I ignored him. “Can you make one cut that’s guaranteed to satisfy him? The pieces don’t have to be square. Other shapes are okay-like triangles.”
With that hint, Dath made a cut like this:
“Now, do the others the same,” I said. He made it like this:
“When you made the first diagonal cut, you cut a square exactly in half, right?”
“Right.”
“And is the same true of the other three diagonal cuts and the other three squares?”
“Of course.”
“So, let’s say I rotate the pan and you look at it this way”:
“What shape do you see in the middle there?”
“A square.”
“And how many servings worth of cake are contained in that square?”
“I don’t know.”
“Well, it’s made up of four triangles, right?”
“Yeah.”
“Each of those triangles is half of a small square, right?”
“Right.”
“And how many servings in a small square?”
“Four.”
“So each triangle has enough cake for how many servings?”
“Two.”
“And the square that’s made up from four such triangles has enough cake for-”

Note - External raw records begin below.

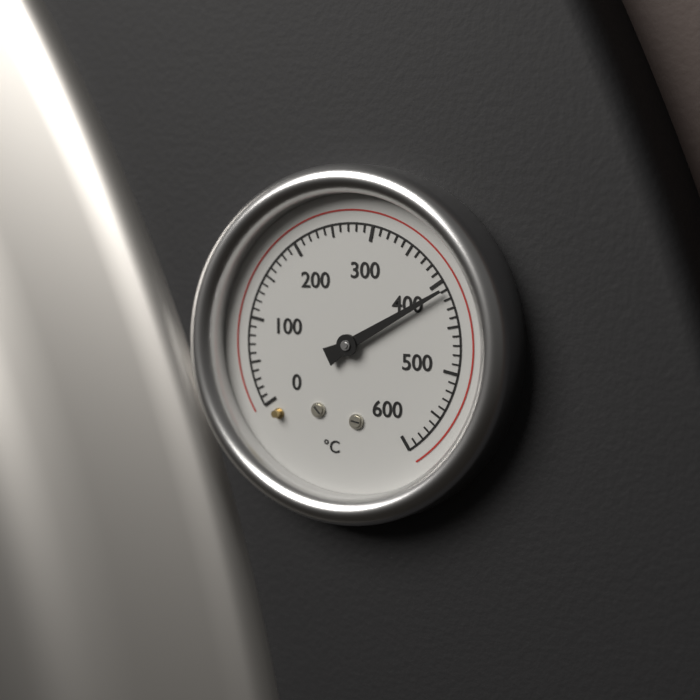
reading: 410 °C
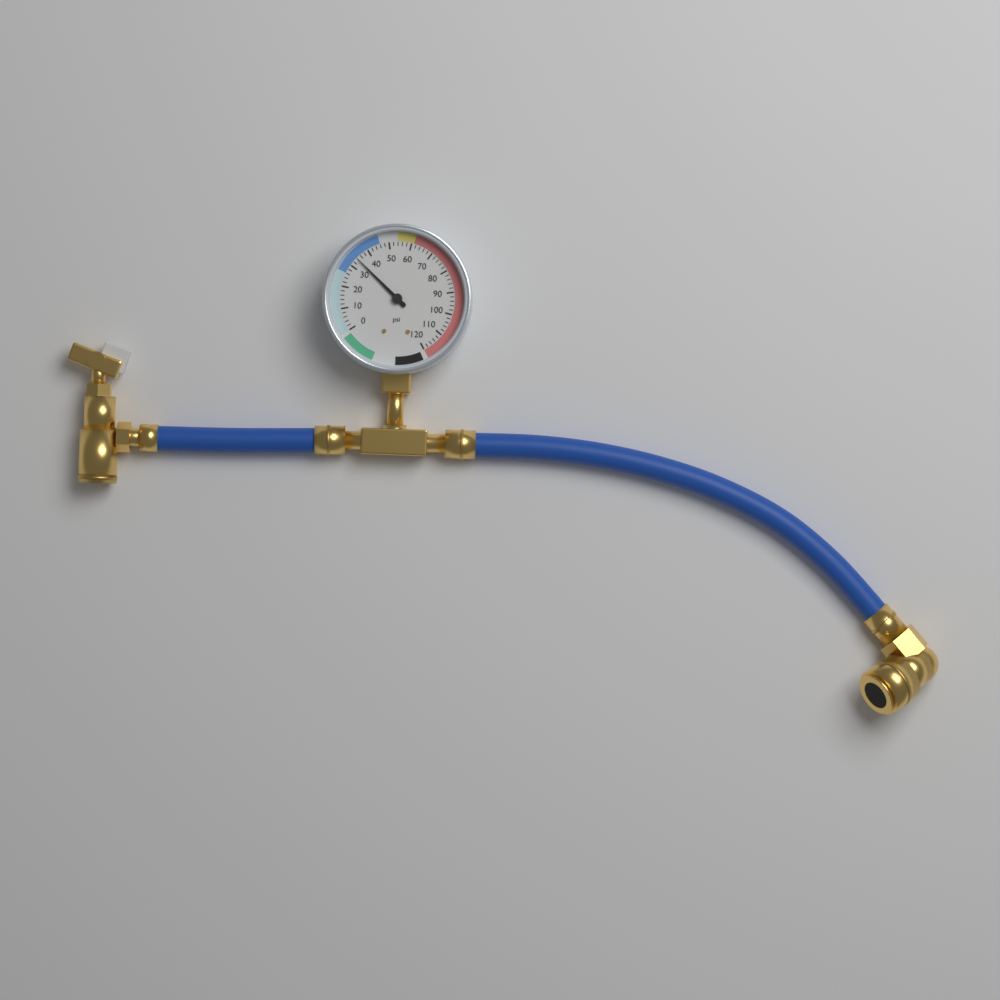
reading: 34 psi
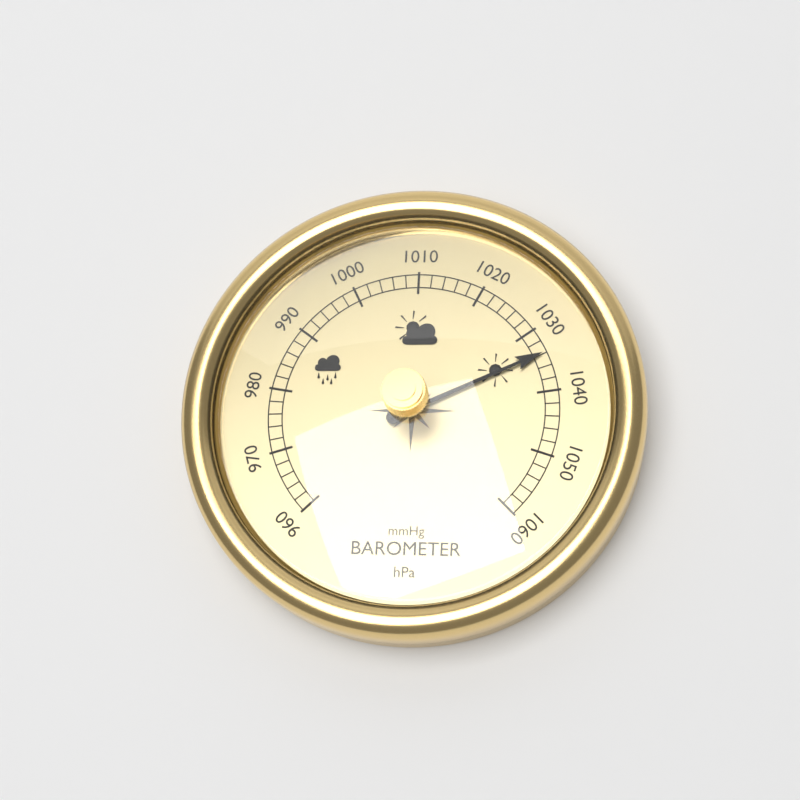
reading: 1034 hPa
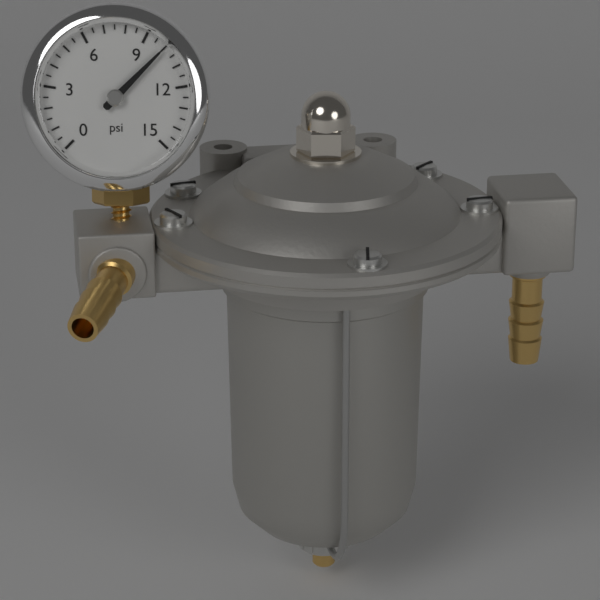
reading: 10.0 psi
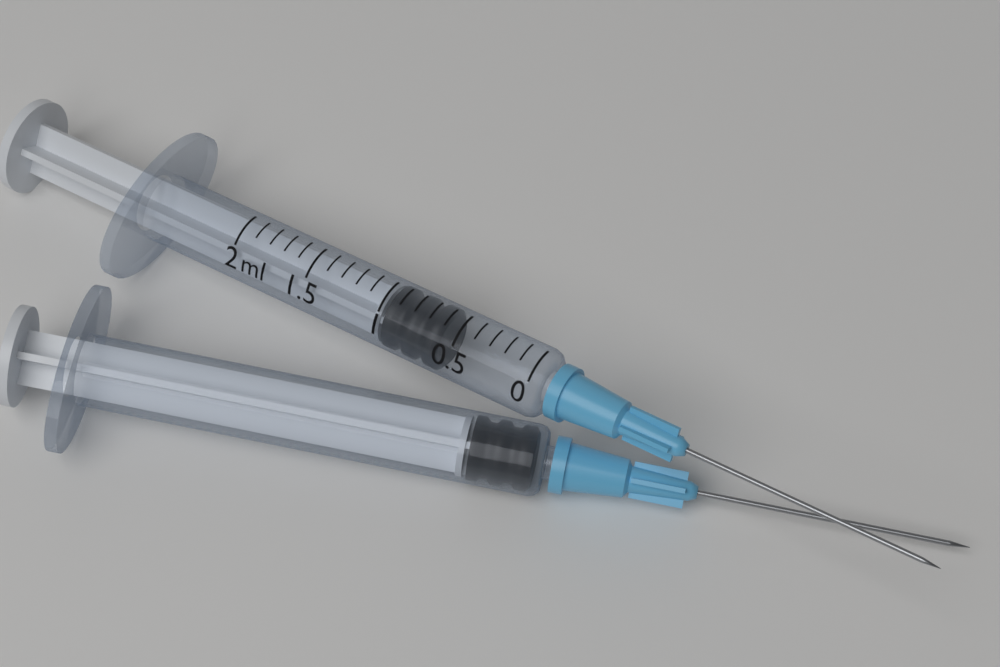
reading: 0.6 ml
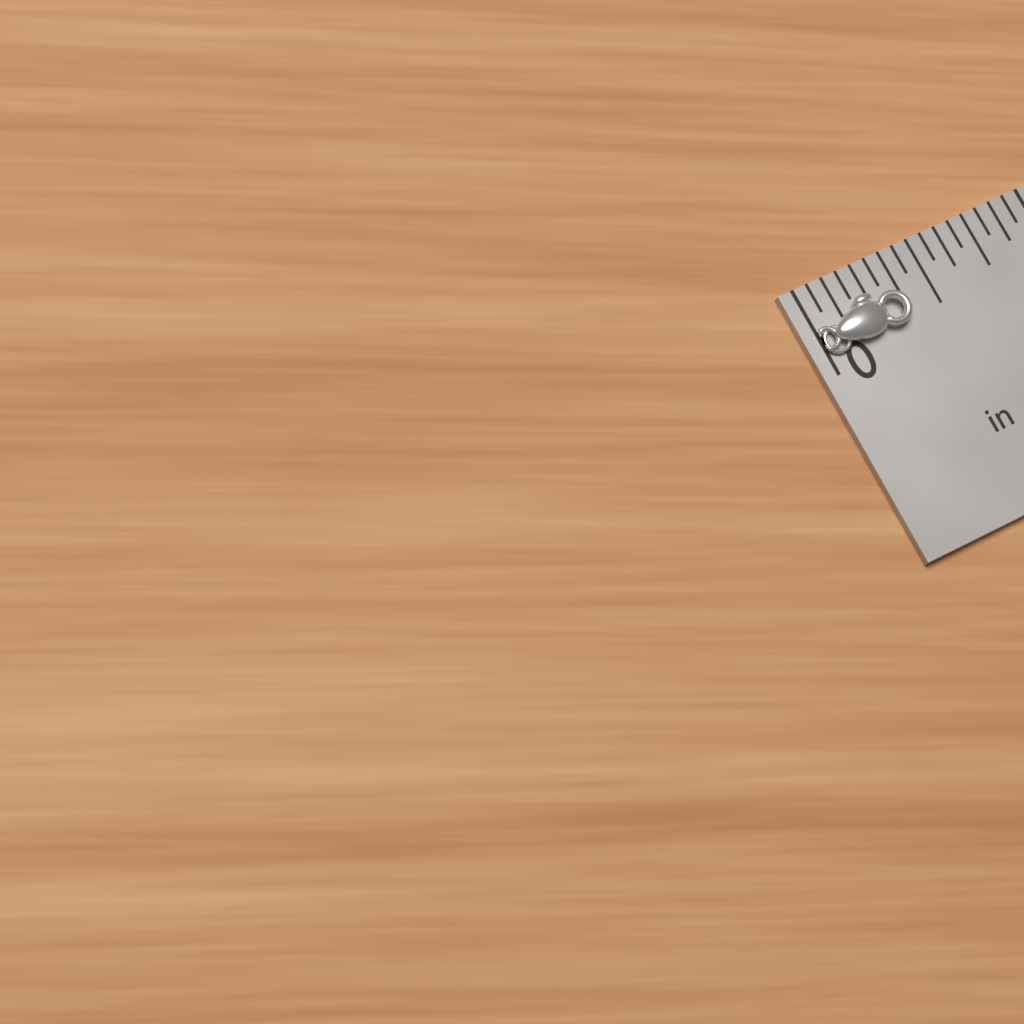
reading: 0.3750 in
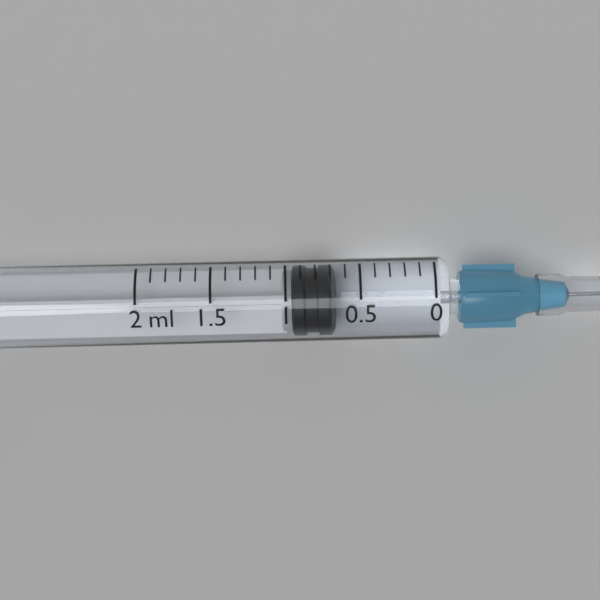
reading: 0.7 ml
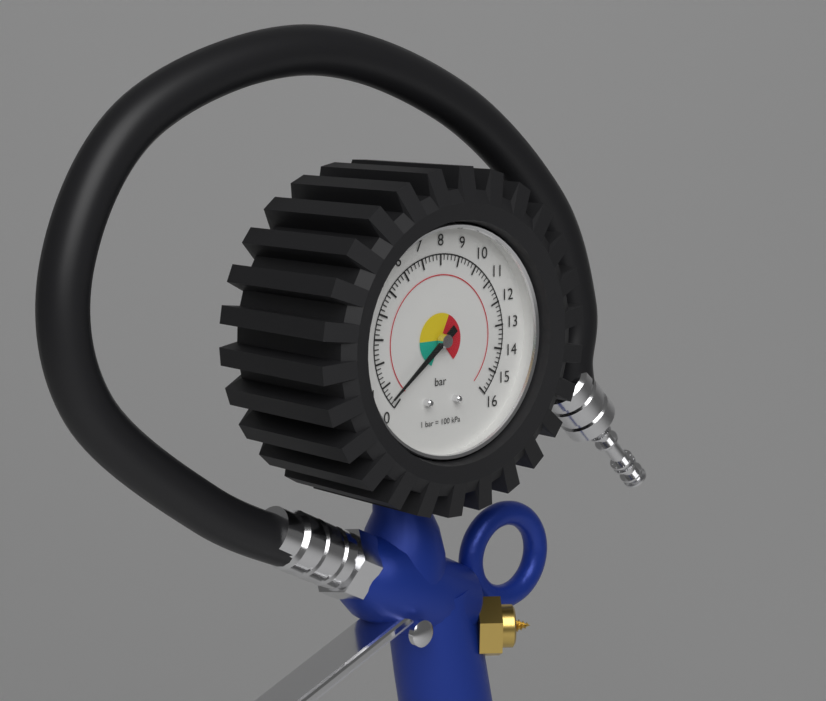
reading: 0.4 bar
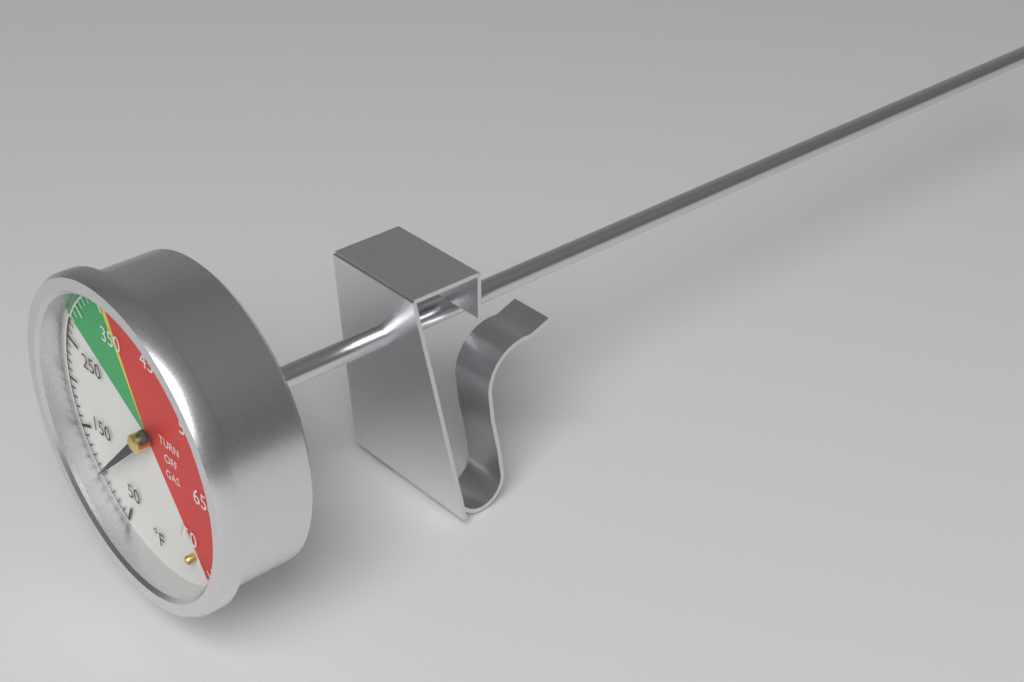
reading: 100 °F
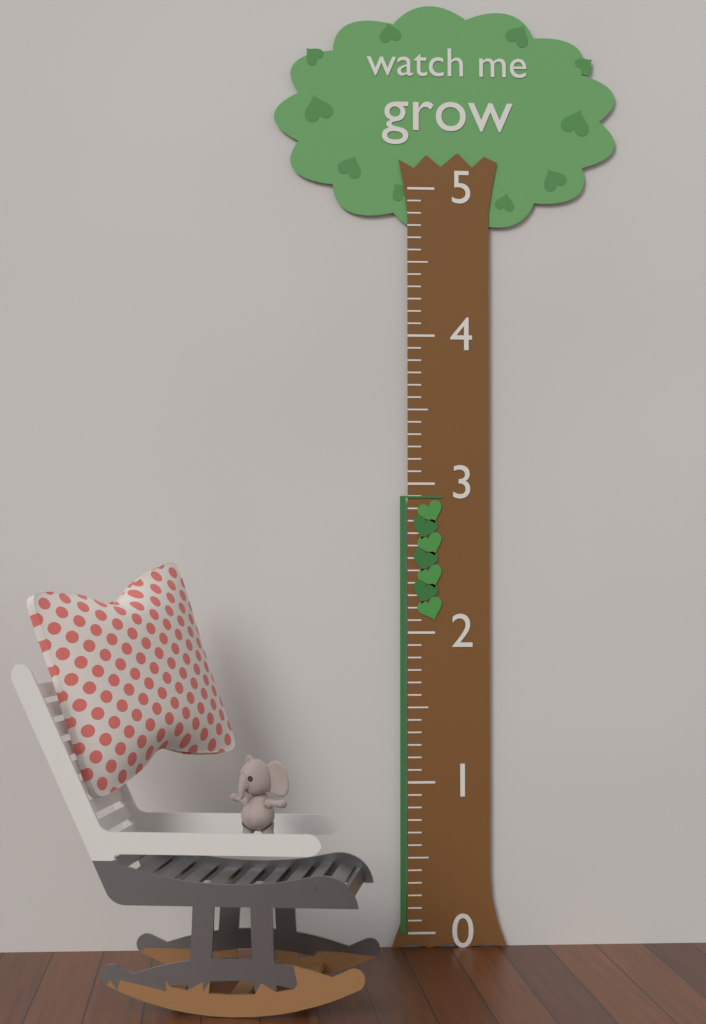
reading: 2.916667 (no unit)
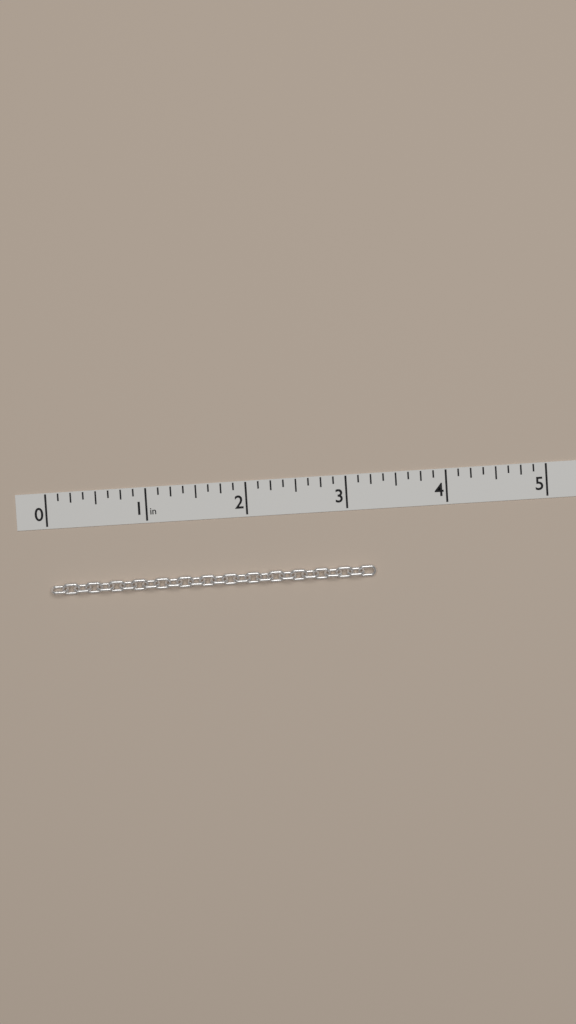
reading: 3.250 in
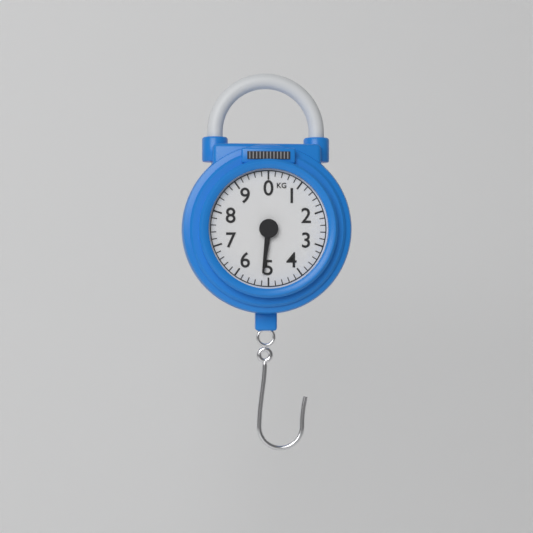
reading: 5.2 kg
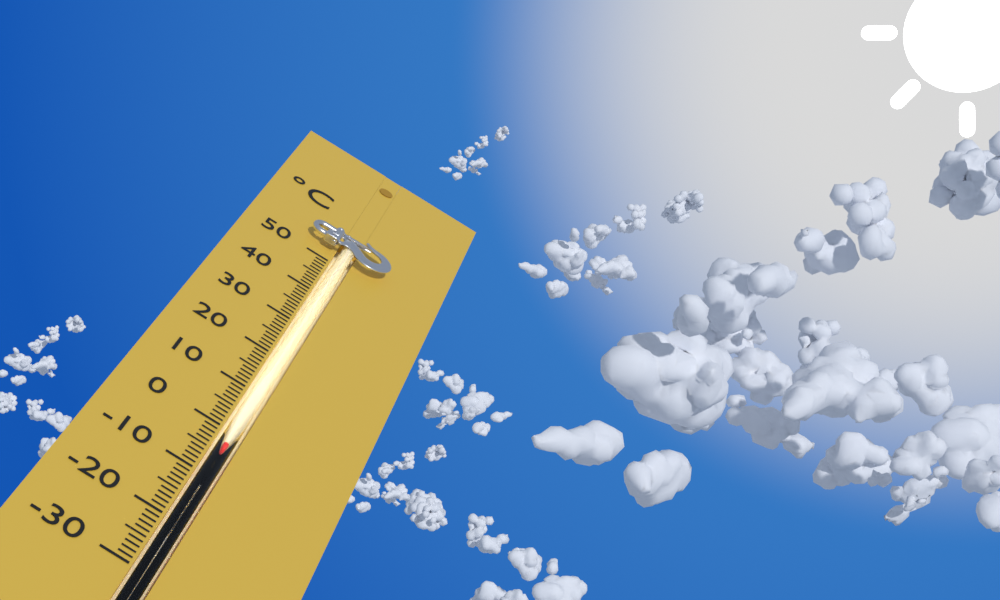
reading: -3 °C
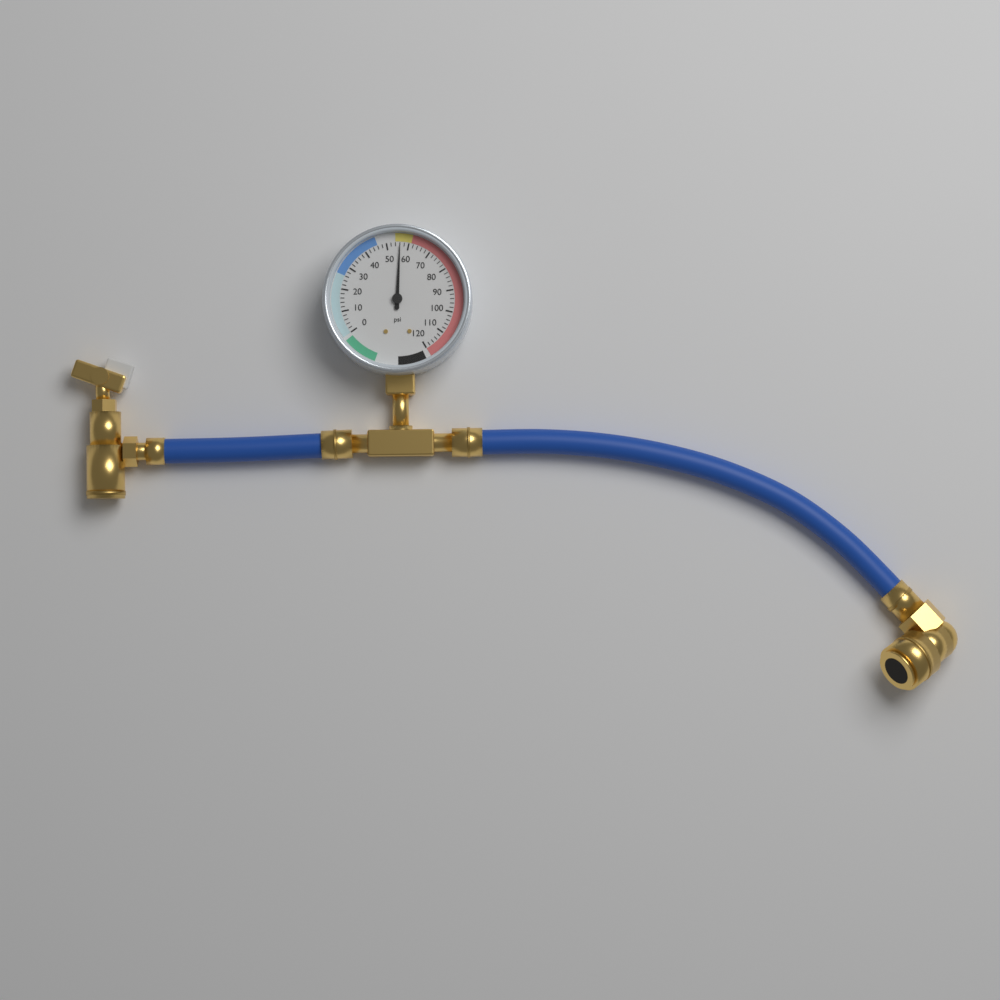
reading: 56 psi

“Eight servings,” he said, and then realized: “which is the problem we were trying to solve before!”
“We’ve been trying to solve it the whole time,” I corrected him, “it just takes a minute or two. So, can you cut us eight servings then, please?”
“That’s it,” I said.
“We can eat now?”
“Yes. Do you see what just happened?”
“Uh…I cut eight equal servings of cake?”
“You make it sound easy…but it was hard, in a way,” I said. “Remember, a few minutes ago, you knew how to cut four servings. That was easy. You knew how to cut sixteen. That was easy too. Nine, no problem. But you didn’t know how to cut eight. It seemed impossible. But by thinking it through, we were able to come up with an answer. And not just an approximate answer, but one that is perfectly correct.”